BRACK: We can do better for all

By Andy Brack, editor and publisher  | So what happens when Americans start getting their $1,200 federal coronavirus checks or small business owners start receiving tens of thousands of dollars of rescue money? 

Will they finally wake up and realize government isn’t the enemy, despite four decades of self-serving GOP rhetoric dedicated to drowning it in a bathtub?  Will they finally remove political blinders and realize an ideology devoted to personal wealth and greed has hoodwinked them and taken away countless opportunities?

Maybe, but doubtful.  The powerful blather from Fox television, conservative think tanks, private clubs, golf courses and boardrooms is too strong to wither in one fell swoop of citizen frustration.  But it’s coming, yes, change is coming. It’s just a shame that a pandemic afflicting millions may well be the root cause of a political revival of the common good.

In a prescient editorial published last week, The New York Times observed, “The erosion of the American dream is not a result of laziness or a talent drought. Rather, opportunity has slipped away. The economic ladder is harder to climb; real incomes have stagnated for decades even as the costs of housing, education and health care have increased.”

In two decades of writing about South Carolina and her politics, one conclusion has been crystal clear:  We can do better for our people. We can do better in providing more opportunities for families to realize their dreams.  We can do better in strategies to thwart pervasive poverty, poor health, hunger and educational challenges that linger in the Palmetto State, decade after decade.  We can do better by lifting up everyone, instead of using public policy to prefer those who tend to be white, rich or conservative. We can do better by focusing on policies that bear fruit for “we the people” — all of our people, not just the few.

You may not like that general conclusion.  You may balk and get your back up. But let’s see whether you return the $1,200 check. Or if small business owners turn down aid.   Or if you say no to Social Security, Medicare or cheap college loans. Or if you refuse to ride on roads built by the government or get it to stop taking away the trash from your yard. 

Governments solve problems.  In the 1920s after a world war, our federal government took action to improve food safety, protect the health and safety of industrialized workers, and extend voting to women.  Then came Social Security and assorted New Deal programs to help the country grow from a depression.

After a second world war came the G.I. Bill, which opened educational opportunities to millions.  Civil rights advances, as well as Great Society programs like Medicaid and Medicare, brought millions more out of poverty that stretched from the Civil War.

But in the 1980s, government became the bad guy, a punching bag for avaricious politicians who valued individual achievement over the common good.  It didn’t help that government had become bloated and bureaucratic, the societal equivalent of an Edsel or K-Car.  

Partisanship ensued.  And it got worse as the tea party got trumped by, well, President Trump and his followers, hungry to hear how they were relevant even though GOP policies had left them behind.  

As the Times opined, “Advocates of a minimalist conception of government claim they too are defenders of liberty. But theirs is a narrow and negative definition of freedom: the freedom from civic duty, from mutual obligation, from taxation. This impoverished view of freedom has in practice protected wealth and privilege.”

Democrats didn’t do much better in this whole political mess, often adopting the same cynical tactics used by Republicans to divide and try to conquer.  

So now we’re at a point where the nation’s experiment in democracy is being demonized by a microbial invader.  Government, quite rightly, is the only entity big enough — despite constant attempts to denude its legitimacy — to come to the rescue.  

As it responds, people in government must look ahead at how it can provide more opportunities for everyone, not just the few.  It’s time for leaders to be leaders for all. And if they can’t, bring on a new batch. Indeed, we can do better.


▸ **Work item**
What lines in the records below include the word "Multiplier"? Return each one.

###

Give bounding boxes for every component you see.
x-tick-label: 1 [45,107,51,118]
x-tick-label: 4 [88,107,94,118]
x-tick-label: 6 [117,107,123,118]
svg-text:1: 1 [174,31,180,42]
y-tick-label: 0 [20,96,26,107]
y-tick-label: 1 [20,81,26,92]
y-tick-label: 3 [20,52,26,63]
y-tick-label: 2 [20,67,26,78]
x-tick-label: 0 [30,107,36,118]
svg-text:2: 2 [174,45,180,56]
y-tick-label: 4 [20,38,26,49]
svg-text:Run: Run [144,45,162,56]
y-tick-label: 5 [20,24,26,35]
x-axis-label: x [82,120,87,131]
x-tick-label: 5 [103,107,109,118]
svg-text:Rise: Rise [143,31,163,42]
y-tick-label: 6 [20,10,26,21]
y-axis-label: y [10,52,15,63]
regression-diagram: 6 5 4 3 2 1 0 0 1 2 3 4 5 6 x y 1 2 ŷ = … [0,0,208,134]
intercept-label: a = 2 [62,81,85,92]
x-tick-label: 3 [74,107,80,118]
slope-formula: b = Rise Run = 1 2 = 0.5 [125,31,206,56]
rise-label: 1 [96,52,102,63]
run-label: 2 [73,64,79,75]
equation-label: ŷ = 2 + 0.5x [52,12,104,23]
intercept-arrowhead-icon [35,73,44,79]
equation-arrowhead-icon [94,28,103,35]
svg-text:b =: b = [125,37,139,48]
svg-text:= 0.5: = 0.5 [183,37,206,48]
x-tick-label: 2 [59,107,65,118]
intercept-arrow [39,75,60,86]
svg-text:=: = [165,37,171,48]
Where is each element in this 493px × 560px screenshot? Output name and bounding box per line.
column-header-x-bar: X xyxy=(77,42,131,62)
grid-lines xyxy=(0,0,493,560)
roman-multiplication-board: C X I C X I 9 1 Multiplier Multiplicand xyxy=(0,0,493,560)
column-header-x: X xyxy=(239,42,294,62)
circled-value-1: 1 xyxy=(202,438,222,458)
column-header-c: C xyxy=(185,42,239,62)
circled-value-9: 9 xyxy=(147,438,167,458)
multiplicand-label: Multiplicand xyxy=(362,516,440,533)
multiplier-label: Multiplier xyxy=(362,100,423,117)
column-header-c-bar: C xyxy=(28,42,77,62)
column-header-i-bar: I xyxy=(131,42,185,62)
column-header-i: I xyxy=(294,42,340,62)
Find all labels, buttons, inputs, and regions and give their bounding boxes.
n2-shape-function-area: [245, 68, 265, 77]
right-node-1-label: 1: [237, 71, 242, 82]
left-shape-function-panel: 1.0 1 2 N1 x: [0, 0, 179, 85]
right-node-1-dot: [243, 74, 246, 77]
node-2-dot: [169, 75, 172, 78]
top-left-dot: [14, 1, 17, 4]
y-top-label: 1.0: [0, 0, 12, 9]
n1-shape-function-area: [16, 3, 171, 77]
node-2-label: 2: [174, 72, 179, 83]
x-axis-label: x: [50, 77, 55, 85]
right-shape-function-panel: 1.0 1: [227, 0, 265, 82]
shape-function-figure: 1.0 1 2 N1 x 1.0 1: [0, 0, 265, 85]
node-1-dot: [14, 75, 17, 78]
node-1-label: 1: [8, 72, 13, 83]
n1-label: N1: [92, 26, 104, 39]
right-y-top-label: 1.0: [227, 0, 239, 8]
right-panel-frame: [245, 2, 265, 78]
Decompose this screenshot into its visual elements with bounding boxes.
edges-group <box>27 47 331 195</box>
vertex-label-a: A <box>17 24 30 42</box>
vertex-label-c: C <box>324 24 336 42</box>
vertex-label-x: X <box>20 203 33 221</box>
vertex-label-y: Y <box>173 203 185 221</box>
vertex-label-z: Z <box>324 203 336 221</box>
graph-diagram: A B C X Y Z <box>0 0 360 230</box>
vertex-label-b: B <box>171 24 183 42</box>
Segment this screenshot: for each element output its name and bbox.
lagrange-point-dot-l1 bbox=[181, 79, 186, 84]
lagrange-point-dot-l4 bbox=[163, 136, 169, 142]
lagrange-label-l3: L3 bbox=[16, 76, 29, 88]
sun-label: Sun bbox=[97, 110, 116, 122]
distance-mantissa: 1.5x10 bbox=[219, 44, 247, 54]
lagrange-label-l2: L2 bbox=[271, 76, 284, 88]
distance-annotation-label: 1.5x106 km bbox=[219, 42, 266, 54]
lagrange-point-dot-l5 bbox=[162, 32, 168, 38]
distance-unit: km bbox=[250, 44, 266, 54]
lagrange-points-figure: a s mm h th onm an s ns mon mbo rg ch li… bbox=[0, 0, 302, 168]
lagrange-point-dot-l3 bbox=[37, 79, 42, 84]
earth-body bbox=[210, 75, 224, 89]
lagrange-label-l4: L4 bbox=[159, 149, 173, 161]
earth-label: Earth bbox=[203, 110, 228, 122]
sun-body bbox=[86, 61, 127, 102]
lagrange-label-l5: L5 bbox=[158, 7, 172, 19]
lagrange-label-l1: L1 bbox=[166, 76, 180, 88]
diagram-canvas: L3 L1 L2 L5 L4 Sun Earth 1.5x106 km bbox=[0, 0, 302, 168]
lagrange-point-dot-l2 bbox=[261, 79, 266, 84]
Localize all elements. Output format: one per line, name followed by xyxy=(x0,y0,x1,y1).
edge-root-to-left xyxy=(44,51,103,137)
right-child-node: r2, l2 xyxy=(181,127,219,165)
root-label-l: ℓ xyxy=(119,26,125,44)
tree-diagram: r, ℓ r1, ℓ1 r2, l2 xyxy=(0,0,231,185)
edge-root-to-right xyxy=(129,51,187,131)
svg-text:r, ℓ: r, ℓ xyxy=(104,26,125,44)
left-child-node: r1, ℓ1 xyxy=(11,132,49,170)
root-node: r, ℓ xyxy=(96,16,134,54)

###

▸ **Reply to the exercise**
roman-multiplication-board: C X I C X I 9 1 Multiplier Multiplicand xyxy=(0,0,493,560)
multiplier-label: Multiplier xyxy=(362,100,423,117)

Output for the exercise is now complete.